When I received my FM9 some months ago, I thoroughly compared it to my axe fx 3 before selling the latter, and one of the comparisons I made was about the aliasing performance. I haven't posted the results till now on other forums to avoid starting a flame war among both fanbois and haters, since these findings somewhat contradict what fractal has officially (un)said about this, and I perfectly understand that they avoid disclosing these details for those same reasons, on Fractal forum and TOP this would be blown out of proportion for sure.
But since we are on TGF and this interesting thread came out, here we go:
I used the method proposed by Cliff to measure the aliasing, feeding a 9-11 kHz sine sweep to the same exact amp model (VH4) and corresponding FWs between the two units. I also tested if there was a difference between having just 1 amp block vs 2 on the axe fx and it turns out there is indeed.
Axe FX with one amp loaded
View attachment 5352
Axe FX with two amps loaded (only one measured)
View attachment 5353
FM9
View attachment 5354
It's pretty clear and expectable that the one having less aliasing is the Axe FX with just one block loaded in the preset, it probably uses the whole 1 GHz horsepower of one of its core to process the amp alone, with an overkill amount of oversampling to reduce aliasing at minimum.
When loading two amp blocks that horsepower has to be shared between those two, so the oversampling rate is probably cut in half and the aliasing gets louder.
The FM9, having basically half the processing power of the Axe FX but split in 4 cores instead of 2, has to cut the oversampling in half again so it has the highest amount of aliasing among the three. And for the reason that the two amp blocks each have a dedicated core, running one or two amps in a preset doesn't make a difference.
The aliasing of the FM9 might seem quite high from these graphs since it's "just" 36 dB lower than the fundamental frequency, but it isn't really, cuz
this test was made with ridiculously high amounts of gain to make the aliasing more visible in the RTA graph,
something that nobody would likely ever use in real world (VH4 ch.3 with all the knobs cranked),
and the dry sine sweep was at -12 dBFS,
a level that probably no guitar DI signal can reach at those frequencies.
Making this test with more "real-world" settings and signals would push the aliasing below -60dB even on the FM9, and in fact I could not hear any difference at all between the two devices in my presets, that's why I decided to keep the fm9 and sell the Axe FX in the end, they really sound the same.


• YOUR OBJECTIVE:
Wherever the records include pictures, skip them and transcribe all the rest word for word.

• DATASET ENTRIES:
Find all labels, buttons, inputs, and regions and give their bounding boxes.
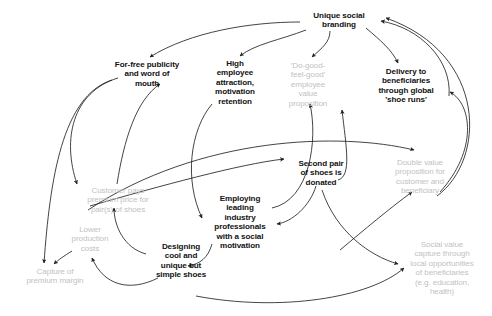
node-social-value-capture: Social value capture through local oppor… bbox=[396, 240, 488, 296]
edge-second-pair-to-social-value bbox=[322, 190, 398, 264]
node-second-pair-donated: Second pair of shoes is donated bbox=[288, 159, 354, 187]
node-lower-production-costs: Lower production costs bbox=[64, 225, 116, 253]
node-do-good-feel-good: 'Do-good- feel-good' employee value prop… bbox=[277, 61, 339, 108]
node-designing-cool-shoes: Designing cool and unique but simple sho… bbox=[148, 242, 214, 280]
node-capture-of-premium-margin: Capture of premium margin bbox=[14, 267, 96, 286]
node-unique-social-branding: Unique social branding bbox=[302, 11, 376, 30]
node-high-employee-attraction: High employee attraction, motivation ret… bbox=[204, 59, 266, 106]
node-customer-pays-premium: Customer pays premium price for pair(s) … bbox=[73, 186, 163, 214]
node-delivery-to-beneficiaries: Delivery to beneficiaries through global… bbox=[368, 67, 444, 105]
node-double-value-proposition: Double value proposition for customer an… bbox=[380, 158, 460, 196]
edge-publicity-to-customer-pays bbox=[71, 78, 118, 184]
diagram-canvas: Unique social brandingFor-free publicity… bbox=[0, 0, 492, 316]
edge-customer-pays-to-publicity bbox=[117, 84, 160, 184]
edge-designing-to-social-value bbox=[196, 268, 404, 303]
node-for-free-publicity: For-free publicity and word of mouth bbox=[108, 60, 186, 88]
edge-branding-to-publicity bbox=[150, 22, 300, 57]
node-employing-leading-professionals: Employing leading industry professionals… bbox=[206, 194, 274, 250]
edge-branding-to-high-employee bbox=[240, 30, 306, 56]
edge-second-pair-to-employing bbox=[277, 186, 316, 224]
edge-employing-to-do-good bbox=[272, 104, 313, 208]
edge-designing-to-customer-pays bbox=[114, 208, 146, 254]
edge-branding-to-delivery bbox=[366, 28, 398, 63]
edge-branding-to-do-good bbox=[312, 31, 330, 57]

• SOLUTION FOR THIS EXERCISE:
Find all labels, buttons, inputs, and regions and give their bounding boxes.
node-social-value-capture: Social value capture through local oppor… bbox=[396, 240, 488, 296]
edge-second-pair-to-social-value bbox=[322, 190, 398, 264]
node-second-pair-donated: Second pair of shoes is donated bbox=[288, 159, 354, 187]
node-lower-production-costs: Lower production costs bbox=[64, 225, 116, 253]
node-do-good-feel-good: 'Do-good- feel-good' employee value prop… bbox=[277, 61, 339, 108]
node-designing-cool-shoes: Designing cool and unique but simple sho… bbox=[148, 242, 214, 280]
node-capture-of-premium-margin: Capture of premium margin bbox=[14, 267, 96, 286]
node-unique-social-branding: Unique social branding bbox=[302, 11, 376, 30]
node-high-employee-attraction: High employee attraction, motivation ret… bbox=[204, 59, 266, 106]
node-customer-pays-premium: Customer pays premium price for pair(s) … bbox=[73, 186, 163, 214]
node-delivery-to-beneficiaries: Delivery to beneficiaries through global… bbox=[368, 67, 444, 105]
node-double-value-proposition: Double value proposition for customer an… bbox=[380, 158, 460, 196]
edge-publicity-to-customer-pays bbox=[71, 78, 118, 184]
diagram-canvas: Unique social brandingFor-free publicity… bbox=[0, 0, 492, 316]
edge-customer-pays-to-publicity bbox=[117, 84, 160, 184]
edge-designing-to-social-value bbox=[196, 268, 404, 303]
node-for-free-publicity: For-free publicity and word of mouth bbox=[108, 60, 186, 88]
edge-branding-to-publicity bbox=[150, 22, 300, 57]
node-employing-leading-professionals: Employing leading industry professionals… bbox=[206, 194, 274, 250]
edge-branding-to-high-employee bbox=[240, 30, 306, 56]
edge-second-pair-to-employing bbox=[277, 186, 316, 224]
edge-employing-to-do-good bbox=[272, 104, 313, 208]
edge-designing-to-customer-pays bbox=[114, 208, 146, 254]
edge-branding-to-delivery bbox=[366, 28, 398, 63]
edge-branding-to-do-good bbox=[312, 31, 330, 57]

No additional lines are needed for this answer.